‘Do we care about player safety?’ Casino boss wants mandatory pokies reform
The chief executive of Australia’s largest casino says the gambling industry has a social responsibility to look after its customers and carded play should be mandatory for poker machines if governments are serious about reducing gambling harm.
Crown Melbourne CEO Mike Volkert said there had been a significant reduction in gambling harm among its patrons since it installed mandatory carded play on its 2600 poker machines last December, and the financial impact was the cost of doing business in a regulated industry.
“We’re not a corner store – we don’t have a right to exist,” Volkert said. “We have a licence, and with that comes obligations.”
The NSW government’s independent panel on gambling reform recommended in a report released on Tuesday that “account-based gambling” should be mandatory for poker machines in pubs and clubs under a model broadly consistent with the one Crown has introduced.
But industry groups have rejected the proposal, saying it is not supported by evidence and will severely affect revenue and jobs.
Gambling revenue at Star Entertainment plunged 15.5 per cent in the first four weeks after Star Sydney was required to introduce mandatory carded play and $5000 cash limits in October.
Crown, which spent more than $20 million developing its technology, has been forced to slash 1000 jobs since it was introduced to its Melbourne casino.
ClubsNSW said tens of thousands of jobs could be lost and venues could close across the state if the model was applied to clubs.
“The economic and societal impact if similar job losses were to be experienced across the industry is likely to far outweigh the marginal reduction in gambling harm and money-laundering that account-based play for gaming machines might bring about,” it argued in feedback to the executive committee.
The casinos have lobbied the government to make carded play mandatory across the sector to level the playing field.
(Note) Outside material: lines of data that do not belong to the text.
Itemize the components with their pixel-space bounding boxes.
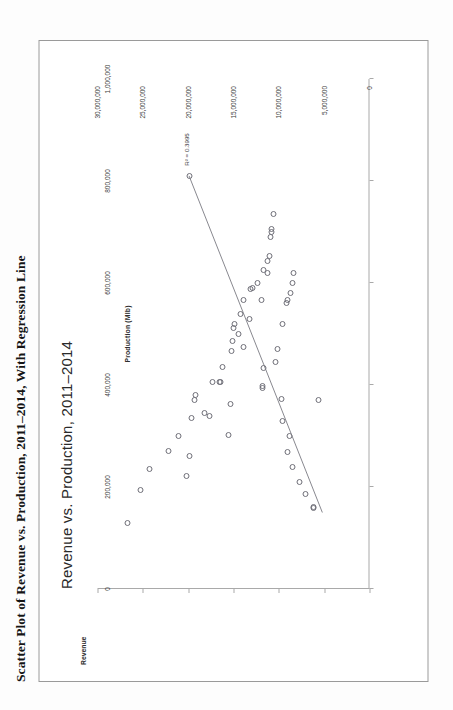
y-tick-label: 10,000,000 (275, 86, 282, 119)
r-squared-annotation: R² = 0.3995 (182, 133, 189, 166)
data-point (267, 234, 273, 240)
data-point (249, 285, 255, 291)
data-point (266, 253, 272, 259)
y-tick-label: 30,000,000 (94, 86, 101, 119)
chart-frame: Revenue vs. Production, 2011–2014 0200,0… (38, 40, 428, 682)
data-point (270, 211, 276, 217)
data-point (274, 346, 280, 352)
y-axis-title: Revenue (79, 637, 86, 665)
data-point (302, 491, 308, 497)
y-tick-mark (278, 589, 279, 593)
trendline-layer (97, 289, 247, 589)
x-tick-mark (369, 282, 373, 283)
data-point (287, 290, 293, 296)
document-title: Scatter Plot of Revenue vs. Production, … (12, 255, 28, 682)
y-tick-label: 15,000,000 (230, 86, 237, 119)
y-tick-mark (142, 589, 143, 593)
x-tick-mark (369, 180, 373, 181)
x-tick-label: 1,000,000 (103, 65, 110, 94)
y-tick-mark (188, 589, 189, 593)
data-point (289, 464, 295, 470)
data-point (296, 479, 302, 485)
data-point (264, 270, 270, 276)
x-tick-mark (369, 384, 373, 385)
data-point (289, 280, 295, 286)
y-tick-mark (233, 589, 234, 593)
data-point (279, 321, 285, 327)
y-tick-label: 25,000,000 (139, 86, 146, 119)
data-point (279, 418, 285, 424)
x-tick-label: 800,000 (103, 169, 110, 193)
y-tick-label: 5,000,000 (320, 86, 327, 115)
data-point (186, 173, 192, 179)
data-point (272, 359, 278, 365)
x-tick-mark (369, 78, 373, 79)
x-tick-mark (369, 486, 373, 487)
y-tick-label: 0 (366, 86, 373, 90)
plot-area: 0200,000400,000600,000800,0001,000,000 0… (97, 79, 369, 589)
scanned-page: Scatter Plot of Revenue vs. Production, … (0, 0, 453, 710)
data-point (254, 280, 260, 286)
x-axis-line (368, 79, 369, 589)
chart-title: Revenue vs. Production, 2011–2014 (57, 341, 74, 589)
data-point (278, 396, 284, 402)
y-tick-mark (324, 589, 325, 593)
rotated-document-stage: Scatter Plot of Revenue vs. Production, … (0, 0, 453, 710)
y-tick-mark (97, 589, 98, 593)
data-point (284, 449, 290, 455)
y-tick-mark (369, 589, 370, 593)
x-axis-title: Production (Mlb) (123, 305, 130, 362)
data-point (259, 383, 265, 389)
data-point (258, 297, 264, 303)
y-tick-label: 20,000,000 (184, 86, 191, 119)
data-point (315, 397, 321, 403)
regression-line (189, 176, 322, 513)
data-point (290, 270, 296, 276)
Volkert said unless the whole gambling industry was forced to play by the same rules, people would simply play pokies at other venues.
“If it’s voluntary, you have to ask yourself – do we really care about player safety or not?”
More than 400,000 people have signed up to Crown’s technology, which the Victorian government made a condition of its licence after an inquiry found it had facilitated money-laundering and disregarded its legal and ethical obligations to people with gambling problems.
Players’ personal accounts are linked to a central database, stating how much they are prepared to lose, and the only information passed onto the casino to activate their cards is whether the player can gamble according to their limits.
Volkert said public sentiment towards poker machines had shifted and industry needed to take player health into account if it wanted a sustainable future, comparing the current angst to the public health response to smoking in the 1990s.
“At some point we decided as a society we weren’t going to allow smoking indoors … and if you lit up in a restaurant now, people would freak out.”